Tuesday, May 13, 2014

Anti-Semitism 'Infects' One in Four People, Global Survey Finds

From NBC News courtesy of a facebook friend:


Only 54 percent of people polled globally are aware of the Holocaust — and an alarming 32 percent of them believe the mass genocide of Jews was a myth or has been greatly exaggerated, a sweeping new survey has found.

The numbers highlight how pockets of “anti-Jewish sentiment” are alive and well worldwide, according to the Anti-Defamation League’s “ADL Global 100” report released Tuesday.

More here.

In deep retrospect, I believe my suburban upbringing really helped me out in terms of my relationship with and understanding of Jews as a people.  That is, the Jews I knew when I was growing up were totally assimilated Americans.  Their worship, as American Reform Jews, was pretty similar to Christian worship.  They wore the Star of David instead of a cross, but otherwise spoke, dressed, and behaved very much like me and everybody else I knew.  Indeed, when I first learned about the Holocaust I was amazed: why the Jews?  I just didn't get it.  I mean, I got it, understood that it was awful, but I simply couldn't comprehend the motivation behind it.  Jews are just like me.  Why on earth would anybody want to wipe them out?

By the time I was older, and had started to learn about the history of antisemitism, it started to make more sense.  Okay, the Holocaust on many levels continues to be senseless, but the different cultural customs of Jews in Europe and elsewhere, at least, made it easier to understand how, as a minority, it was easy to target them.  Fortunately for me, by the time I was figuring this out, I had already started to lean liberal, and had developed a decent knowledge of racism and how it functions socially, so I was ready to absorb the concept of Jews-as-other without it weirding me out.


That is, even Hasidic Jews are just like me, even though they speak, dress, and behave very differently from everybody else I know.  I mean, so what?  Infinite diversity in infinite combinations.

Antisemitism continues to be extraordinarily irrational to me.  I have only an intellectual understanding of why so many people hate Jews, and that understanding is, by and large, a simple one: people fear and loath what they don't comprehend.  It is very disturbing, indeed, that, in this day and age, when information is omnipresent and cheap, and comprehension is just a few mouse clicks away, a quarter of the human race hates Jews.  It seems to me that a lot of people actually prefer to live in a state such that they don't understand the world around them, which is what one needs, willful ignorance, in order to harbor antisemitic attitudes.

Now that I think of it, it seems that antisemitism isn't the only contemporary problem associated with willful ignorance.  I mean, just look at the Tea Party.  Or the Texas State Board of Education.  We've got a lot of work to do.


[What needs to be done] The full set of lines below has to be duplicated exactly, with no picture kept.

[Record set]

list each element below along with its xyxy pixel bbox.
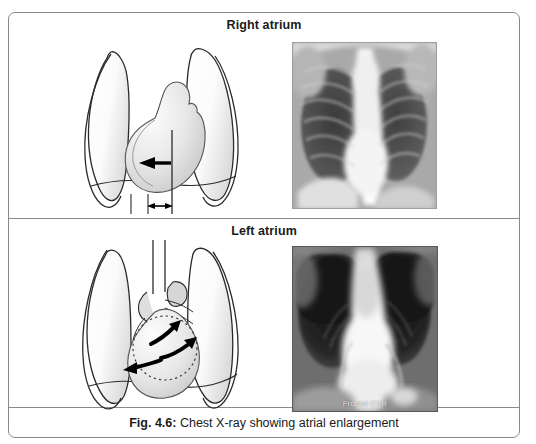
aortic-knob	[167, 282, 187, 307]
figure-frame: Right atrium	[8, 12, 520, 438]
measurement-double-arrow	[147, 203, 173, 209]
figure-caption-text: Chest X-ray showing atrial enlargement	[180, 416, 399, 430]
panel-body-right-atrium	[9, 32, 519, 237]
figure-caption-row: Fig. 4.6: Chest X-ray showing atrial enl…	[9, 408, 519, 438]
trachea	[153, 240, 165, 294]
lung-left-outline	[88, 52, 128, 201]
chest-xray-left-atrium: Frontal CXR	[292, 246, 438, 412]
figure-caption-label: Fig. 4.6:	[129, 416, 176, 430]
chest-diagram-right-atrium	[69, 36, 269, 226]
chest-xray-right-atrium	[292, 42, 437, 209]
panel-left-atrium: Left atrium	[9, 219, 519, 408]
figure-caption: Fig. 4.6: Chest X-ray showing atrial enl…	[129, 416, 399, 430]
cxr-label: Frontal CXR	[292, 399, 438, 408]
panel-title-left-atrium: Left atrium	[9, 219, 519, 238]
lung-left-outline	[87, 250, 131, 403]
chest-diagram-left-atrium	[69, 240, 269, 415]
panel-right-atrium: Right atrium	[9, 13, 519, 219]
panel-body-left-atrium: Frontal CXR	[9, 238, 519, 426]
panel-title-right-atrium: Right atrium	[9, 13, 519, 32]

[The completed task]
list each element below along with its xyxy pixel bbox.
aortic-knob	[167, 282, 187, 307]
figure-frame: Right atrium	[8, 12, 520, 438]
measurement-double-arrow	[147, 203, 173, 209]
figure-caption-text: Chest X-ray showing atrial enlargement	[180, 416, 399, 430]
panel-body-right-atrium	[9, 32, 519, 237]
figure-caption-row: Fig. 4.6: Chest X-ray showing atrial enl…	[9, 408, 519, 438]
trachea	[153, 240, 165, 294]
lung-left-outline	[88, 52, 128, 201]
chest-xray-left-atrium: Frontal CXR	[292, 246, 438, 412]
figure-caption-label: Fig. 4.6:	[129, 416, 176, 430]
chest-diagram-right-atrium	[69, 36, 269, 226]
chest-xray-right-atrium	[292, 42, 437, 209]
panel-left-atrium: Left atrium	[9, 219, 519, 408]
figure-caption: Fig. 4.6: Chest X-ray showing atrial enl…	[129, 416, 399, 430]
cxr-label: Frontal CXR	[292, 399, 438, 408]
panel-title-left-atrium: Left atrium	[9, 219, 519, 238]
lung-left-outline	[87, 250, 131, 403]
chest-diagram-left-atrium	[69, 240, 269, 415]
panel-right-atrium: Right atrium	[9, 13, 519, 219]
panel-body-left-atrium: Frontal CXR	[9, 238, 519, 426]
panel-title-right-atrium: Right atrium	[9, 13, 519, 32]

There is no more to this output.